For subprime specialist issuers, though, the 25% threshold comes up a lot — which is why their unsecured or partially secured cards may sound like a good deal but really aren’t. And subprime specialist issuers don’t stop there: Many also charge higher fees after the first year and before you open the account, when the 25% rule doesn’t apply.

For example, the First Premier card charges its $95 processing fee before you open the account, placing it outside the 25% limit. That was made legal by a 2013 change in consumer credit card protections. The monthly servicing fees don’t take effect until the second year.

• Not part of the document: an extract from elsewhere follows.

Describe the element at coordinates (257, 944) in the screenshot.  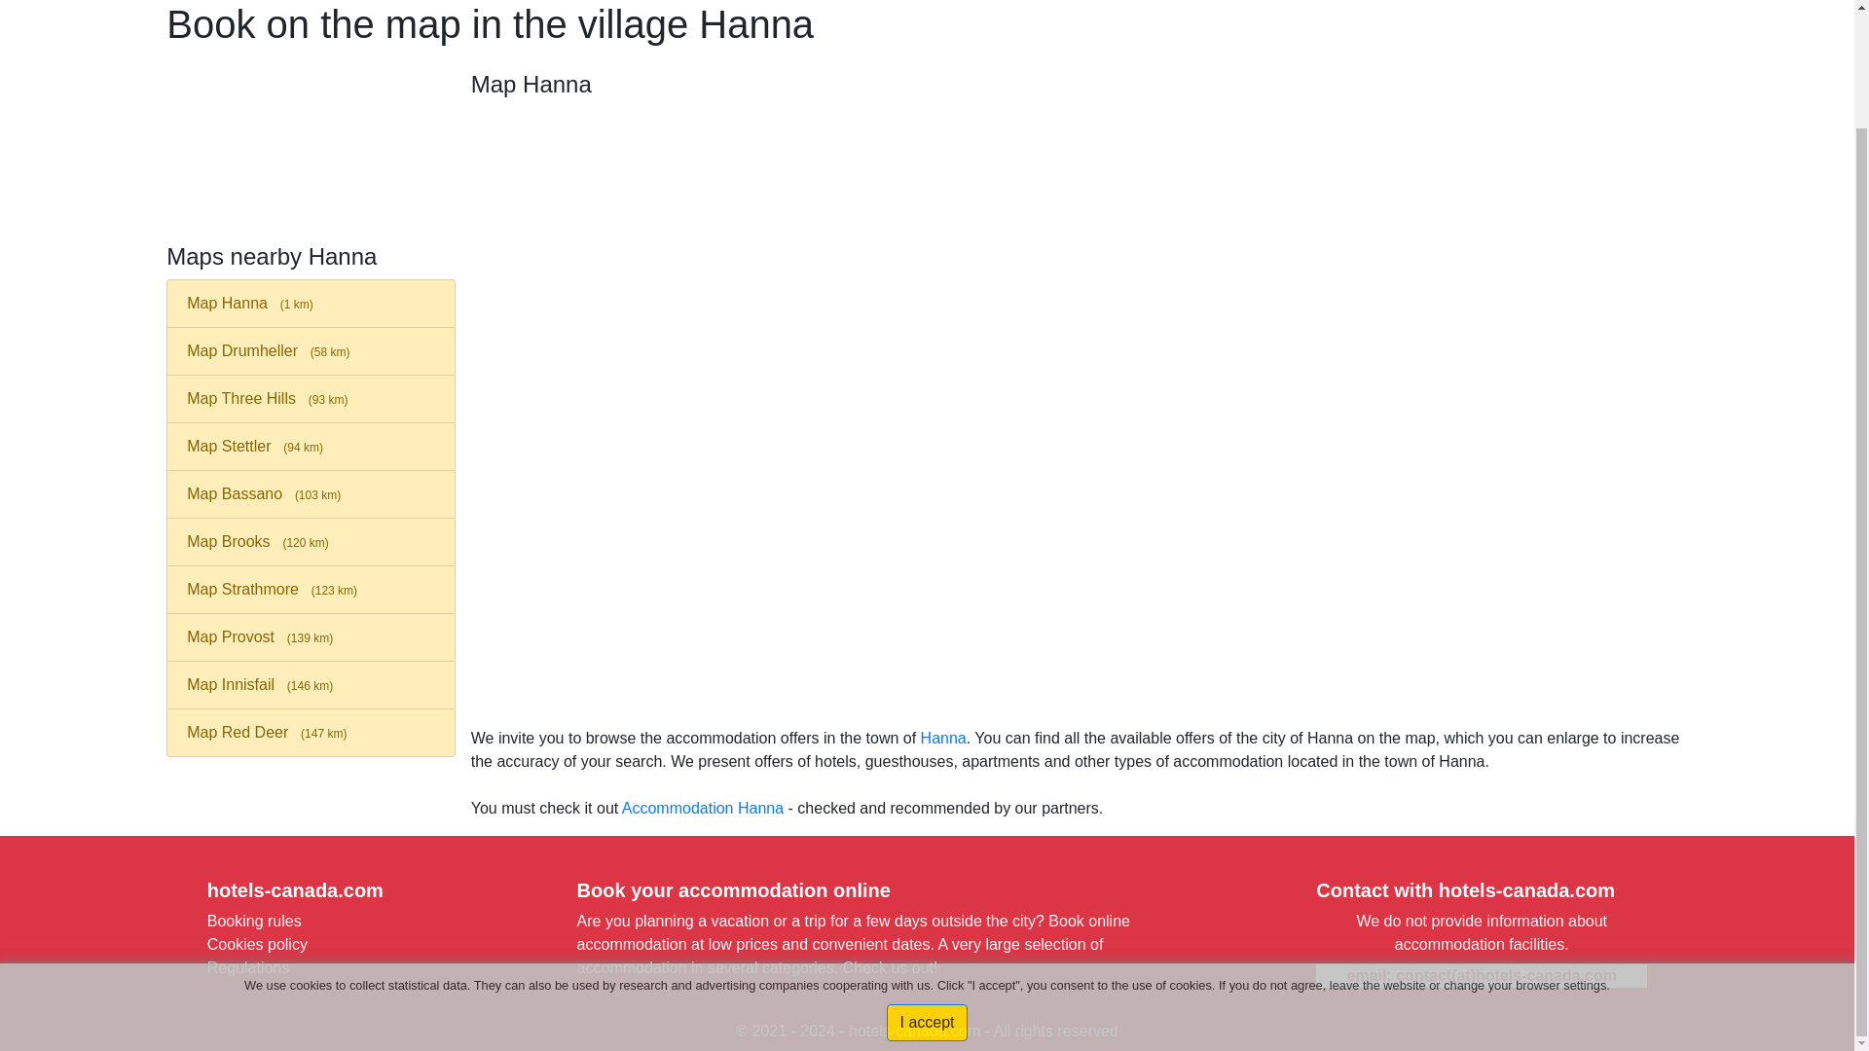
I see `Cookies policy` at that location.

Combined with the annual fee, those charges can make the second year’s fees as much as 40% of the card’s credit limit.

The card isn’t as expensive in the first year as some of the old-school fee-harvester cards that the Credit Card Act put the kibosh on, but its modus operandi appears to be the same: Charge as much as possible.

The cost of risk

First Premier says high fees and interest rates are just the cost of doing business with borrowers with bad credit, who are more likely to default on payments.

“There’s only so much [risk] we can offset in that first year” through fees, says Darrin Graham, vice president of marketing for First Premier Bank. ”I’m not going to tell you it’s not because of the law. But we try to offset more of that risk in the second year.”

Graham stresses that the terms of his bank’s cards are fully disclosed and not meant to deceive customers. “We’re not out there to fool anybody,” he says. “If you didn’t read everything, and you get a statement with fees and you don’t understand it, we’ll do a full refund.”

Nevertheless, the company skates right up to the edge of consumer protection laws. And others seem to be operating from the same playbook.

Last year, the Consumer Financial Protection Bureau fined Continental Finance Co. and ordered it to refund about $2.7 million in illegal fees to cardholders. The problem: The company exceeded the 25% limit by charging some consumers up to $49.50 in “paper statement fees,” according to the CFPB. Those fees would have been legal had the company allowed consumers to opt in to them, as its materials said it would. But the CFPB found that the company hadn’t. Continental didn’t respond to multiple requests for comment.

For borrowers with bad credit, there are better deals

If subprime specialist issuers are competing at all, they seem to be engaged in a race to the bottom, banking on a captive audience of subprime customers with few credit card options. But if you have bad credit and are looking for a credit card, secured cards from mass-market issuers are a better option, and they’re improving all the time.

For example, the Capital One Platinum Secured Credit Card, which has an annual fee of $0, allows some cardholders to open an account with a limit higher than the initial deposit. And the Discover it® Secured Credit Card offers rewards and a way to graduate to an unsecured card. Instead of going for a card that charges hundreds of dollars in fees in the first year, consider putting that money toward a security deposit instead.

If you have bad credit, these lower-fee cards — the ones competing against each other with better benefits — can help you rebuild your credit for a reasonable price. Ignore those high-fee subprime specialist card offers. They aren’t worth your time.